Comic Novel with Tragic Moments

A Handful of DustA Handful of Dust 
by Evelyn Waugh

"Polly's party was exactly what she wished it to be, an accurate replica of all the best parties she had been to in the last year;  the same band, the same supper, and, above all, the same guests.  Hers was not the ambition to create a sensation, to have the party talked about in the months to come for any unusual feature, to hunt out shy celebrities or introduce exotic strangers.  She wanted a perfectly straight, smart party and she had got it." (p 55)

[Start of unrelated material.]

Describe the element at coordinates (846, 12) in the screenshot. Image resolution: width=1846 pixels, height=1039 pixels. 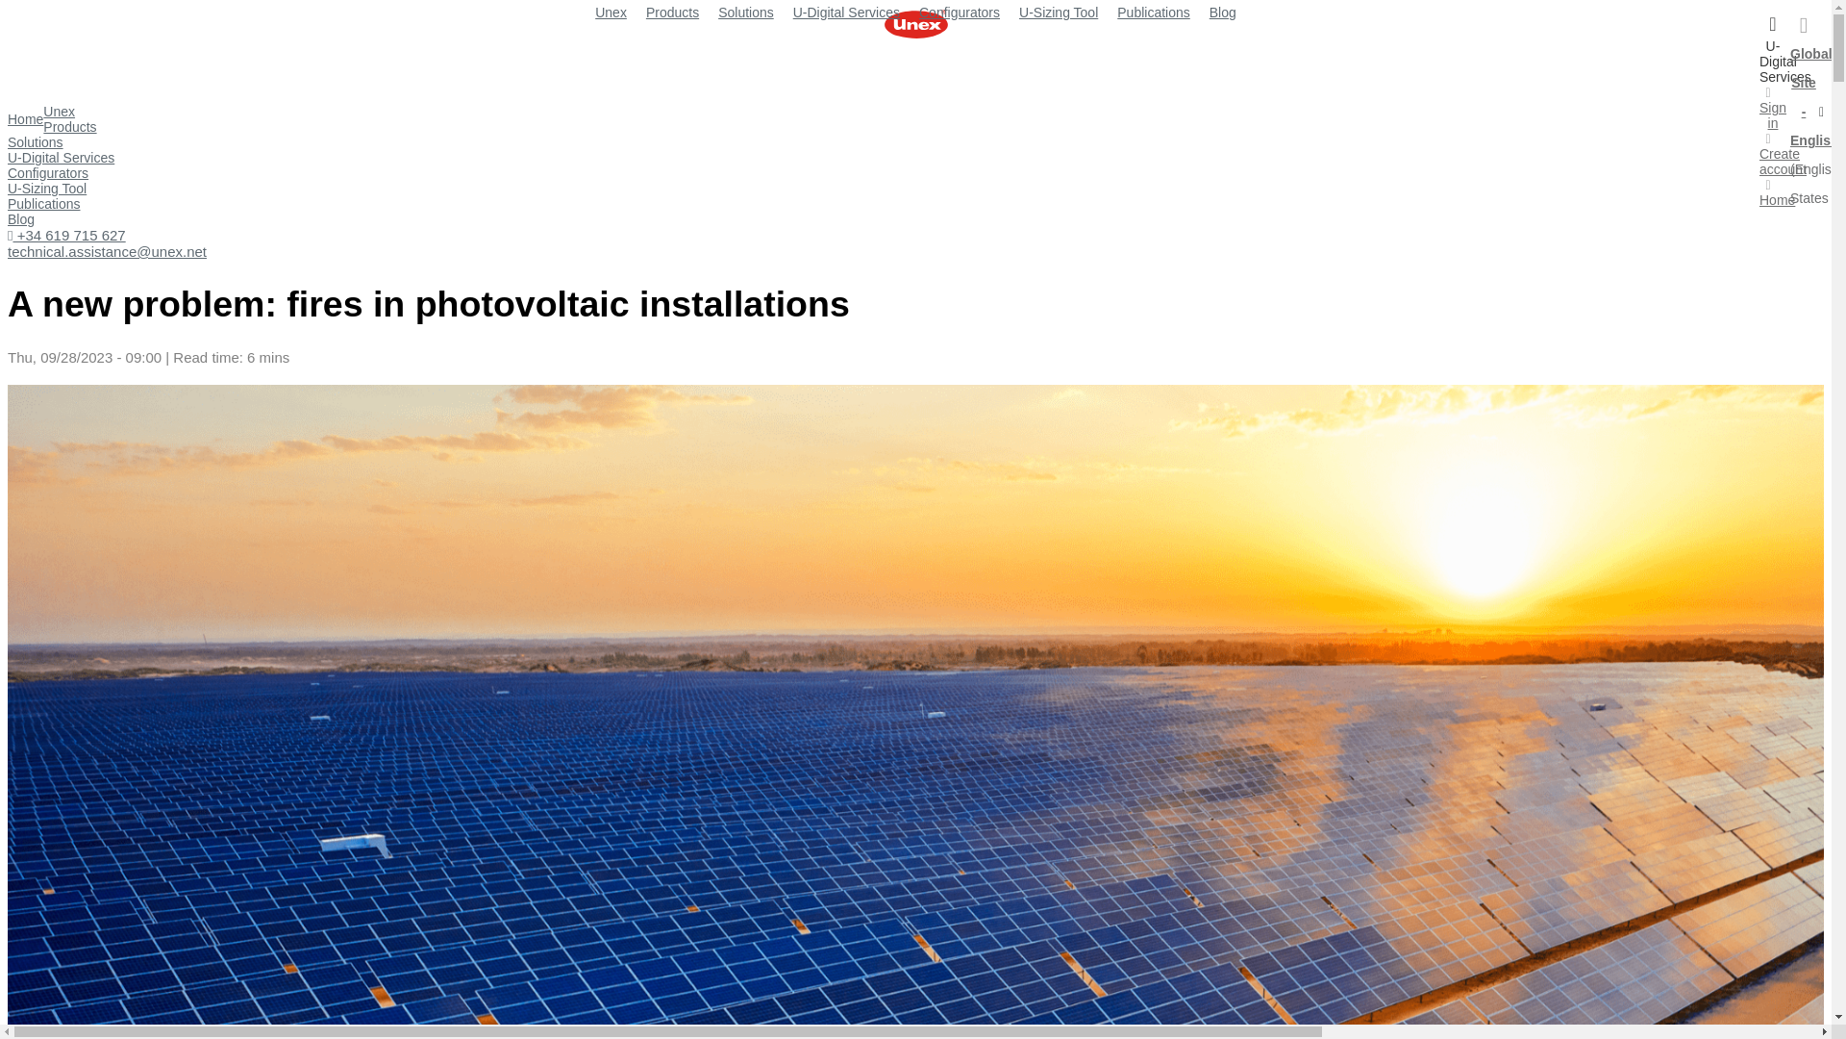
I see `U-Digital Services` at that location.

Evelyn Waugh’s A Handful of Dust, on several end-of-century Top 100 lists,was published on September 3, 1934. Waugh took the title for his novel from a line in T. S. Eliot’s The Waste Land — “I will show you fear in a handful of dust.” In Brideshead Revisited, Waugh returned to the same poem, sending Anthony Blanche out on an Oxford balcony to stutter a few lines from it. Waugh’s biographers have noted a particular connection to Eliot. Early in life, Waugh liked to associate himself with Eliot’s avant-garde style; in his late twenties, Waugh became a Catholic, as Eliot in his late twenties became Anglican; and later in life, both authors grew more conservative and wrote in support of preserving and improving the crumbling class system in Great Britain.
IN this novel we have a comedy that contains tragic events, but still manages to entertain the reader with Waugh's brilliant satire and wit. The protagonist, Tony Last, is an ossified country squire. As one of that system’s most doomed representatives when we first meet him, Last is living in blinkered bliss at Hetton Abbey, a rambling Victorian mansion renovated in tasteless neo-Gothic style. He is blithely unaware of his wife's peccadilloes. When the battle over divorce heats up Tony goes on an expedition to South America with a con man. Whether the trip is made because he is merely fooled by the con man or as a reaction to the divorce proceedings it does not work out quite as he expects. Eventually he falls under the spell of a madman named Todd who has a beloved set of Dickens novels; it is his passion to hear them read aloud, and it is Tony's personal hell to be the one required to do this.
This is Waugh at his satirical best and I can forgive his use of Dickens as torture (which reading him may be to some people anyway). While I had trouble understanding the foibles of most of the characters I understood enough of the story to become mesmerized by his brilliant satire and witty prose.